Duplicate link_to_remote With Rails 3 and UJS
July 19, 2010
In Railscast #205 Ryan Bates shows how to use UJS to update an element using AJAX. However, with his technique the server returns a JavaScript response: code which inserts a string into an element on the page. The problem with this approach is that the server needs to know where to insert its response (DOM ID of the target element). Most of my Rails 2 applications were designed so that each page is a “client” which receives a plain HTML response from the server and inserts the body of that response into the appropriate element on the page. This means the same server action (URL) can be used to generate content that gets inserted into different pages on the site. Not only does this make server actions simpler and more general, it makes their output easier to test.
Turning HTML into a JavaScript-escaped string on the server just doesn’t feel right.
How To Do It
Rails 3 dictates that we replace things like this:
<%= link_to_remote "more", :url => {...} %>
with things like this:
<%= link_to "more", {...}, :remote => true %>
With good old link_to_remote
we could pass an :update
option to achieve the system described above, in which the page receives a generic response and updates the specified element with it. But link_to
doesn’t accept an :update
option because with Rails 3 and UJS we want to avoid putting JavaScript in our <a>
tag attributes. In Rails 3 link_to
with remote="true"
renders something like this:
<a href="..." data-remote="true">more...</a>
Then the Rails UJS drivers (currently available for Prototype and jQuery) look for links and forms with a data-remote="true"
attribute and AJAX-ify them. So how do we do this? If we don’t write the code that makes the AJAX request, how can we access the response? The answer is: events.
The UJS drivers trigger six events on every AJAX call:
ajax:before
ajax:loading
ajax:success
ajax:failure
ajax:complete
ajax:after
You should recognize these event names from the old link_to_remote
method options, and we simply need to listen for them on our AJAX-triggering elements.
Example
Let’s say we have a page that lists the ten most popular products in our database. At the end is a link to load all the remaining products via AJAX:
<ul id="products-list">
<li>...</li>
<li>...</li>
<li>...</li>
...
</ul>
<%= link_to "more...", "/products/all",
:id => "load-more", :remote => true %>
The server returns plain HTML and we use the ajax:x
events triggered by the Rails UJS drivers (here jQuery) to grab the server’s response and insert it into the right element on the page:
<%= javascript_tag do %>
$("#load-more").bind("ajax:complete", function(et, e){
$("#products-list").html(e.responseText); // insert content
});
<% end %>
If desired, we can also use the ajax:loading
event to change the link text (or show a spinner):
<%= javascript_tag do %>
$("#load-more").bind("ajax:loading", function(et, e){
$(this).html("Loading..."); // swap link text
});
<% end %>
Unexpected Token Error
In implementing the above solution you may receive a JavaScript error, something like this:
Uncaught SyntaxError: Unexpected token
Nathaniel Bibler explains:
Here’s the problem: if you’re building a RESTful interface in Rails, then you’ve probably got respond_to
s setup for HTML and JS. So, in this case, the browser load hits /products
and loads the original product list. It renders a link to AJAX load the additional products. Let’s say that action is also to /products
(but for JS). So, as you’ve described in your tutorial, you’d like to just render HTML back to the client for the JS request. That’s fine, except that by default jQuery will expect that it’s executable JavaScript, since it’s making a JavaScript request (this is defined by the jQuery.ajax(:dataType)

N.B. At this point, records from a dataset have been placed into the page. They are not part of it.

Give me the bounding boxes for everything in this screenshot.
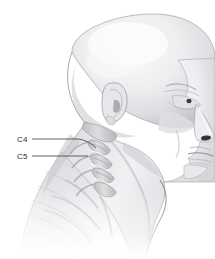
callout-c5-label: C5 bbox=[17, 152, 28, 161]
callout-c4-label: C4 bbox=[17, 135, 28, 144]
anatomical-figure: C4 C5 bbox=[0, 0, 215, 259]
nasolabial-fold bbox=[176, 130, 179, 158]
illustration-canvas: C4 C5 bbox=[0, 0, 215, 259]
left-fade bbox=[0, 150, 50, 259]
scalp-highlight-secondary bbox=[86, 46, 138, 78]
ear bbox=[102, 83, 127, 125]
eye bbox=[186, 99, 191, 103]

). So it’ll get the HTML string back and attempt to interpret it as javascript and blow up.
To fix that, you’d think you can just set the dataType
to 'html'
. Well, yes, and no. That fixes it from jQuery’s perspective. It will no longer try to execute it and you’ve now gotten past the Unexpected token issue. But, in doing so, jQuery will now make the AJAX request with an Accept: text/html
header. So, Rails will now think you’re a web browser requesting the standard HTML page and will not render your JS view. So, now you’re sending back the page with full layout. To sum up, jQuery and Rails are not quite on the same page if you’re making a “javascript” request but returning “html.” It breaks things.
By the way, you can dictate the dataType
to use by setting a "data-type"
attribute on your remote link:
<%= link_to 'foo', '/foo', :remote => true, 'data-type' => 'html' %>
which renders:
<a href="/foo" data-remote="true" data-type="html">foo</a>
If, however, you want this functionality, I would suggest using the "text"
data-type. Basically what would happen here is that jQuery will not execute the returned content. So, that fixes your first issue. Rails will still, however, attempt to render a TEXT response, since jQuery will post an Accept header with "text/plain"
in it, first. As long as you don’t have a respond_to
defined for "txt"
(or some other "text/plain"
), then Rails will continue down the Accept
header string to locate an acceptable response. jQuery is smart enough to also contain an application/javascript
string in there, so, eventually, Rails will decide that a JavaScript response is acceptable, and render the JS response you’re expecting. It’s very slightly hacky, but it works.